Fine Arts Libraries Equity, Diversity, Inclusion and Anti-Racism Research Guide: Plays & Print Sources
Highlighting existing diversity and anti-racist resources in the Fine Arts Libraries
Plays
Disgraced by Ayad AkhtarWinner of the Pulitzer Prize for Drama. From the author of Homeland Elegies, a "sparkling and combustible" play (Bloomberg) about identity in America after September 11. "Everyone has been told that politics and religion are two subjects that should be off-limits at social gatherings. But watching these characters rip into these forbidden topics, there's no arguing that they make for ear-tickling good theater." --New York Times
ISBN: 9780316324465
The Mountaintop by Katori HallWinner of the Olivier Award for Best New Play 2009, The Mountaintop is a historical-fantastical two hander, set at the Lorraine Motel in Memphis, Tennessee, where at 6.01pm the following day - April 4, 1968 - Martin Luther King will stand on the balcony to greet a crowd and be shot dead. The night before his assassination King retires to room 306 in the now famous motel after giving an acclaimed speech to a massive church congregation. When a mysterious young maid visits him to deliver a cup of coffee, King is forced to confront his past and the future of his people. Katori Hall's light touch presents a lively mood with hints of surrealism and fantasy, but also a clear-eyed view of the man behind the legend. She depicts King as a real man with vanity and the odd adulterous lapse, but nevertheless inspirational and capable of effecting momentous societal shifts. Portraying rhetoric, hope and ideals of social change, The Mountaintop also explores the constraints of being flawed and human in the face of inevitable death.
ISBN: 9781408147030
A Raisin in the Sun by Lorraine Hansberry"Never before, the entire history of the American theater, has so much of the truth of black people's lives been seen on the stage," observed James Baldwin shortly before A Raisin in the Sun opened on Broadway in 1959. Indeed Lorraine Hansberry's award-winning drama about the hopes and aspirations of a struggling, working-class family living on the South Side of Chicago connected profoundly with the psyche of black America--and changed American theater forever. The play's title comes from a line in Langston Hughes's poem "Harlem," which warns that a dream deferred might "dry up/like a raisin in the sun." "The events of every passing year add resonance to A Raisin in the Sun," said The New York Times. "It is as if history is conspiring to make the play a classic." This Modern Library edition presents the fully restored, uncut version of Hansberry's landmark work with an introduction by Robert Nemiroff.
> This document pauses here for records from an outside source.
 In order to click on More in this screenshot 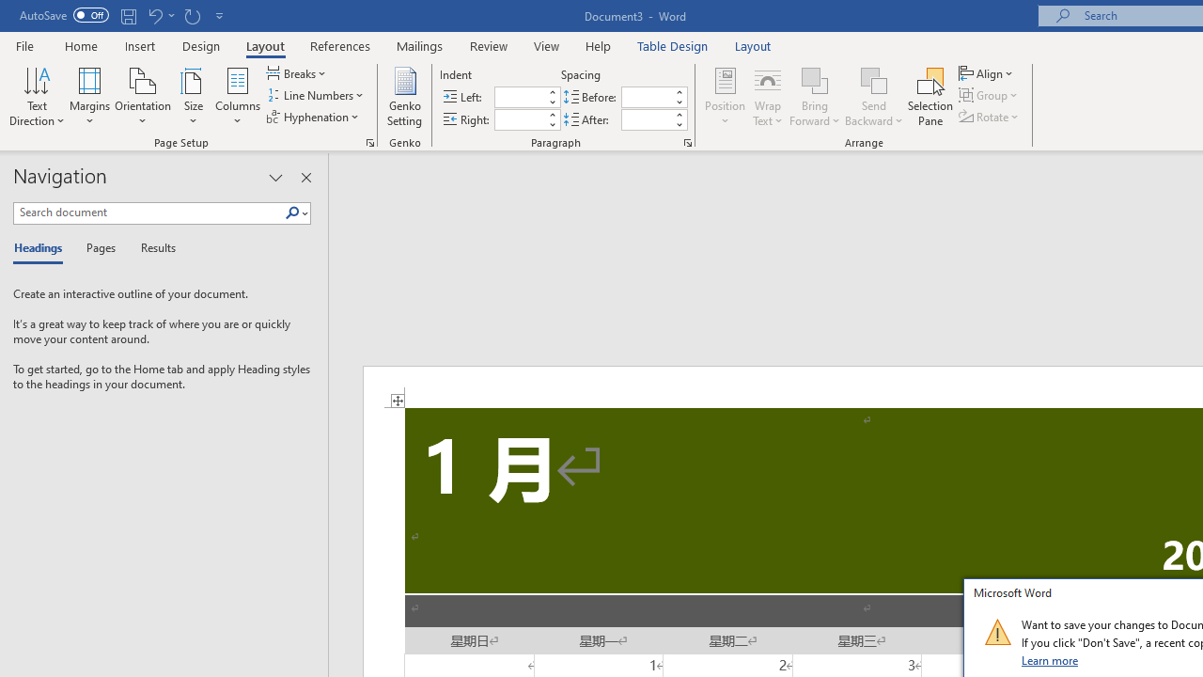, I will do `click(679, 114)`.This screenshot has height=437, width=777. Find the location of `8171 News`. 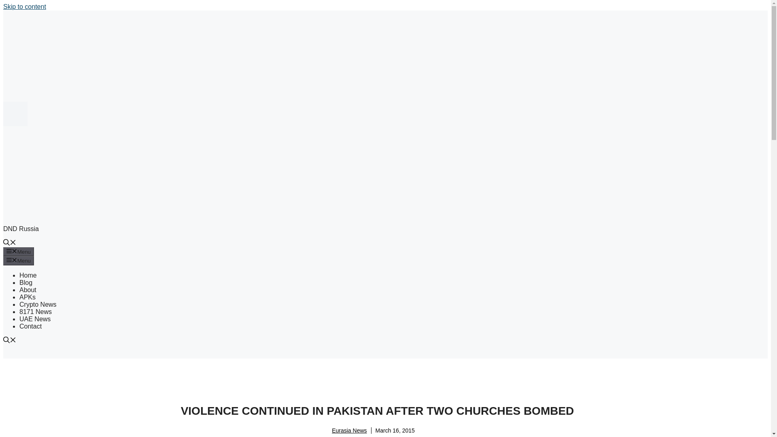

8171 News is located at coordinates (36, 312).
White by James Ijames; Dramatists Play Service (New York, N.Y.) Staff (Contribution by)"Gus is an artist. Vanessa is an actress. Gus wants to be presented in a major exhibition for artists of color, so he hires Vanessa to perform as Balkonaé Townsend, a brash and political artist that will fit the museum's desire for "new voices." Everything is great, until Balkonaé takes over and Gus has to deal with the mess he's made. This plays spins out of control as it explores issues of race, gender, sexuality, and art"--Page [4] of cover.
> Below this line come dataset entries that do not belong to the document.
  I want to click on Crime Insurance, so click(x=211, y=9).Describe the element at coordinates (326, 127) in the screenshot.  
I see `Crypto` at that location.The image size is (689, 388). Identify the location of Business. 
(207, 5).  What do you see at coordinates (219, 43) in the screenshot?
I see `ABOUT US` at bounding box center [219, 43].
The White Card by Claudia RankineA play about the imagined fault line between black and white lives by Claudia Rankine, the author of Citizen. The White Cardstages a conversation that is both informed and derailed by the black/white American drama. The scenes in this one-act play, for all the characters' disagreements, stalemates, and seeming impasses, explore what happens if one is willing to stay in the room when it is painful to bear the pressure to listen and the obligation to respond. --from the introduction by Claudia Rankine Claudia Rankine's first published play,The White Card, poses the essential question: Can American society progress if whiteness remains invisible? Composed of two scenes, the play opens with a dinner party thrown by Virginia and Charles, an influential Manhattan couple, for the up-and-coming artist Charlotte. Their conversation about art and representations of race spirals toward the devastation of Virginia and Charles's intentions. One year later, the second scene brings Charlotte and Charles into the artist's studio, and their confrontation raises both the stakes and the questions of what--and who--is actually on display. Rankine'sThe White Card is a moving and revelatory distillation of racial divisions as experienced in the white spaces of the living room, the art gallery, the theater, and the imagination itself.